Important: This process involves down time. Plan your migration accordingly.
The migration process requires several manual steps due to breaking changes in certificate management and CRD structure. We recommend a blue / green cut-over of your Gateways, which are detailed in the following steps:
First step is to uninstall the existing KIC deployment to stop it from reconciling the cluster objects.
This will prevent both KIC and the new KO from reconciling the same resources and fighting over the status updates of your configuration. Your existing Gateway (blue) will continue to serve traffic during this time, but any new changes to configuration will only apply to the new Gateway instance (green).

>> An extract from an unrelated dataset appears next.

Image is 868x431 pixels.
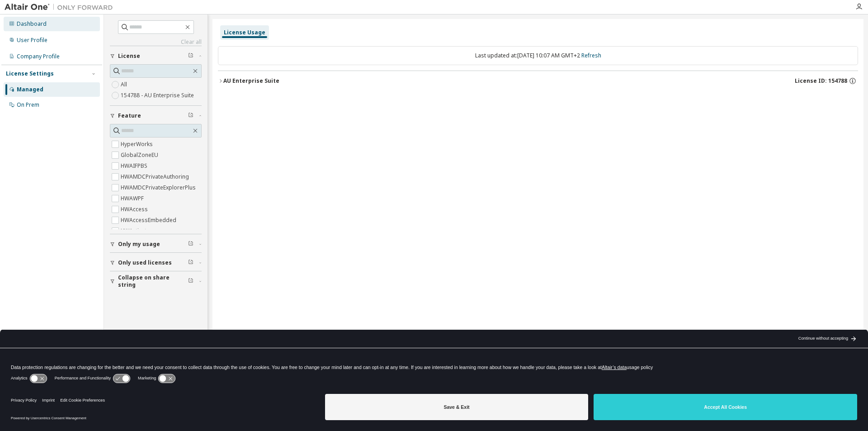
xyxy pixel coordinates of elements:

Set the following in your helm values:
ingressController:
enabled: false
Apply the changes with:
helm upgrade -n ${NAMESPACE} ${RELEASE_NAME} kong/kong
Set the following in your helm values:
controller:
enabled: false
Apply the changes with:
helm upgrade -n ${NAMESPACE} ${RELEASE_NAME} kong/ingress
At this point you have the KIC uninstalled and Kong Gateway still serving traffic with the existing configuration.
Install the new Kong Operator using Helm:
helm repo update kong
helm upgrade --install kong-operator kong/kong-operator \
-n kong-system \
--create-namespace \
--take-ownership \
--set env.ENABLE_CONTROLLER_KONNECT=true \
--set ko-crds.enabled=true \
--set global.conversionWebhook.enabled=true \
--set global.conversionWebhook.certManager.enabled=true
Verify that Kong Operator 2.0.0 is running correctly:
Check the operator deployment:
kubectl get pod -n kong-system
Check operator logs:
kubectl logs -n kong-system -l app=kong-operator-kong-operator
KO uses CRDs to manage among other things: Kong Gateway and the ingress controller.
What used to be a pair of Kong Gateway and KIC deployed via helm
is now modelled through Gateway API’s Gateway
only, greatly simplifying the configuration.
You can learn more about it on Gateway API website.
To customize the Gateway
manifest for your environment, you can use Kong’s GatewayConfiguration
CRD.
If you have an existing GatewayClass defined in your KIC installation, you will need to delete this before creating the new GatewayConfiguration and Gateway:
kubectl delete GatewayClass kong
Please refer to the following example which can serve as a base for your configuration:
echo '
kind: GatewayConfiguration
apiVersion: gateway-operator.konghq.com/v2beta1
metadata:
name: kong
namespace: default
spec:
dataPlaneOptions:
deployment:
podTemplateSpec:
spec:
containers:
- name: proxy
image: kong/kong-gateway:3.11
controlPlaneOptions:
featureGates:
- name: GatewayAlpha
state: enabled
controllers:
- name: GWAPI_GATEWAY
state: enabled
- name: GWAPI_HTTPROUTE
state: enabled
---
kind: GatewayClass
apiVersion: gateway.networking.k8s.io/v1
metadata:
name: kong
spec:
controllerName: konghq.com/gateway-operator
parametersRef:
group: gateway-operator.konghq.com
kind: GatewayConfiguration
name: kong
namespace: default
---
kind: Gateway
apiVersion: gateway.networking.k8s.io/v1
metadata:
name: kong
namespace: default
spec:
gatewayClassName: kong
listeners:
- name: http
protocol: HTTP
port: 80
' | kubectl apply -f -
For more information on the GatewayConfiguration
parameters review the reference page.
At this point the Gateway
should be marked as Programmed
in its status:
kubectl get gateway -n default kong -o jsonpath-as-json='{.status}'
[
{
"addresses": [
{
"type": "IPAddress",
"value": "172.18.128.1"
}
],
"conditions": [
{
"lastTransitionTime": "2025-08-09T18:17:00Z",
"message": "",
"observedGeneration": 1,
"reason": "Programmed",
"status": "True",
"type": "Programmed"
},
...
}
]
Validate configuration generated by Kong Operator by accessing the Kong Gateway.
From the above Gateway
status, you can see the address is 172.18.128.1
. You can test the configuration by sending requests against this address.
If everything is working as expected, you can proceed to uninstall the remaining Kong Gateway deployment.